"Landing Gear" by Kate Pullinger

Spring 2010.  Ash from a volcano in Iceland has closed the airspace over Europe.  With most of her colleagues in local radio stranded abroad, Harriet jumps at the opportunity to further her career.  But a chance encounter with a man from her past ruins everything.  Meanwhile, Harriet’s husband Michael is stuck in Toronto and staying with an old flame, while their teenage son Jack who is off from school and on his own finds himself in a lot of trouble.  Emily is a young television researcher who has just lost her father to a heart attack.  And Yacub is a migrant worker from Pakistan, stranded in a labour camp in Dubai after the project he is working on goes bust.

Fast forward two years and all of these lives come crashing together when Yacub falls out of the landing gear of an airplane and lands on Harriet’s car in a supermarket parking lot.

Landing Gear, by Kate Pullinger, is an intriguing page-turner that brings many aspects of modern society - the internet, airplanes, immigration, the nuclear family - together.  Based on a newspaper article written a decade ago about a stowaway who fell from a plane and landed in a supermarket parking lot, the book explores what would happen if a stowaway survives and in doing so weaves together the complexities of modern life.

Right from the first page of this book I was hooked.  A stowaway falling from a plane, that’s the type of story I’d want to read in the newspaper.  And the volcanic eruption of 2010 had me wondering what our skies would be like if all of the planes were grounded.  But mostly, I was intrigued by the writing style.  Short chapters, different points of view, and parts where the thoughts of three different characters are unfolding all on the same page, this is a well-written and unique novel.  I love the way the stories, the characters, and their secrets all unfolded throughout the book, just the right amount of information to keep you going.

I enjoyed reading the stories of all these characters and really liked how they were all weaved together, to form a unique family in a sense.  I’ll admit that I found the reactions of Yacub and Harriet odd when Yacub fell from the sky, but other than that, everything comes together nicely.  The themes of falling, landing, and taking risks run throughout the book in a creative way.  I just love the way everyones lives intersect and how their stories move along.  There was no one character I wanted to read more or less than the others.


I had a hard time putting this book down to go to bed.  As soon as I woke up, I had to finish it.  It flows which makes it easy to read.  I recommend this as one of springs top reads and I wouldn’t be surprised to see it appear on many end of the year or awards lists.

I received a copy of this book courtesy of Random House of Canada.  The opinions expressed above are purely my own.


■ **Brief**:
Each line of the data that includes "Image" must be copied.

(Dataset rows for apps and sites)
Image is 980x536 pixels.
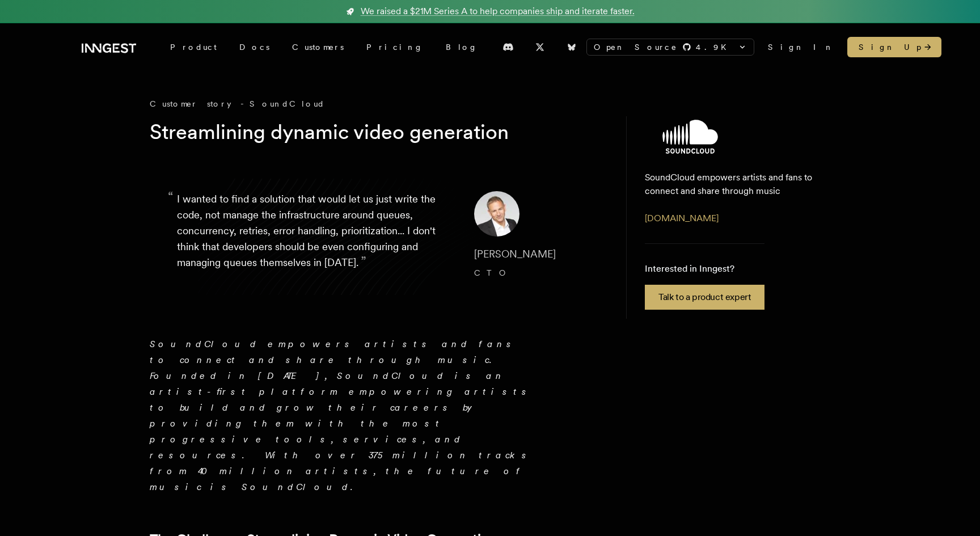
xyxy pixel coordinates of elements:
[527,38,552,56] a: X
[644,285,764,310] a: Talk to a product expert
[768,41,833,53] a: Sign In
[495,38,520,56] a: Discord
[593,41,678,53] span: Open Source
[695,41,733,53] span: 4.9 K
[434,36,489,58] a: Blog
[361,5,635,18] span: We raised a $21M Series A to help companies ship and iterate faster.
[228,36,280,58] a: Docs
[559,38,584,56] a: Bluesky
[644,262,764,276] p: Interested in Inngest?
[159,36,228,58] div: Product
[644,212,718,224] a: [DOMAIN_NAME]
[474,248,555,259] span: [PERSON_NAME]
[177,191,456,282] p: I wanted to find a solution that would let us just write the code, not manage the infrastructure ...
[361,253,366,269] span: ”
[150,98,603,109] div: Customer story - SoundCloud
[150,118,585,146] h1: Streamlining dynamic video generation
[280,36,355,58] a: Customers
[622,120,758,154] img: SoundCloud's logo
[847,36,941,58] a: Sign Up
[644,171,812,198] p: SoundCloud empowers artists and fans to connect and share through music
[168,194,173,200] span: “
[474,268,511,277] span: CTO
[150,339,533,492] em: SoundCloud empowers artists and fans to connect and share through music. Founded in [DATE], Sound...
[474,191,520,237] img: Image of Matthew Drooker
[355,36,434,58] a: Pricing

■ **Problem solution**:
Image is 980x536 pixels.
[474,191,520,237] img: Image of Matthew Drooker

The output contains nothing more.